Get over yourself. I spent a few weeks using a time tracking app on my phone during a ‘typical semester’ and found that I work about 45 hours a week. Not only did this exercise allow me to understand where I spend (and waste) time, but it also made me realize that I was working enough. To be sure, I don’t get everything done during the workday that I would like, but I’m ok with that. Things are never really done. But I have accepted that uneasy feeling of an unfinished to-do list as part of my life. Any parent will tell you that having kids will quickly help you to get over yourself because your needs and desires are always trumped by theirs. By 6pm I need to get home to them no matter what has happened during the day. This has forced me to maximize the efficient use of my time during the workday. This does NOT mean you have to have kids to become more efficient! Instead, prioritize the other activities that fill up your life outside of work and commit to leaving work in order to get to those things. You have 168 hours to spend weekly. If work takes up 40 hours and sleep takes another 56, you are still left with 72 unscheduled hours where you are awake and not working. That’s nearly twice as many hours as you spend at work. What are you going to do with all of that time?

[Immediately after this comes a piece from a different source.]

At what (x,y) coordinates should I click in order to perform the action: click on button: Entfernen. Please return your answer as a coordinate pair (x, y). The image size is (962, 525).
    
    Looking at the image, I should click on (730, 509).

Take a proactive role in managing your time in your calendar. I have a lot of meetings that are scheduled ahead of time. When I get an email asking for something from me (like a paper to review), right then I will allocate an appropriate amount of time in my calendar to complete that task on a date a few days before it’s due. As a result, the task appears on my calendar just like a meeting and my calendar eventually fills with all of the meetings and tasks that I need to accomplish. On Friday afternoon I spend 30 minutes scheduling my “free” time around all of these deadlines and meetings. If I’m working on a few projects I’ll estimate how much time I’d like to devote to each one and fill up my day with these tasks. In doing this I am aligning my time with my priorities and not allowing myself to get waylaid by distraction, like email. I find on weeks when I forget

to schedule my time that I feel more frazzled - as if I am constantly playing a game of ‘catch up’.


Outsource as much as possible. I have the privilege of making a decent salary that affords me the ability to outsource a lot of the things that I don’t like to do. I have a housecleaner to handle the deep cleaning around my house, a guy to mow my lawn, and a cadre of sitters who not only watch my kids, but do my laundry, prep meals ahead of time, and run errands. I also make use of delivery services (for groceries, meals, shopping) to reduce my time spent doing things that I don’t enjoy. This may not work for everyone, but recent research suggests that people who spend money to save time report overall more life satisfaction. So, find the job you like the least and figure out how you can afford to not do it. You will be happier, I promise.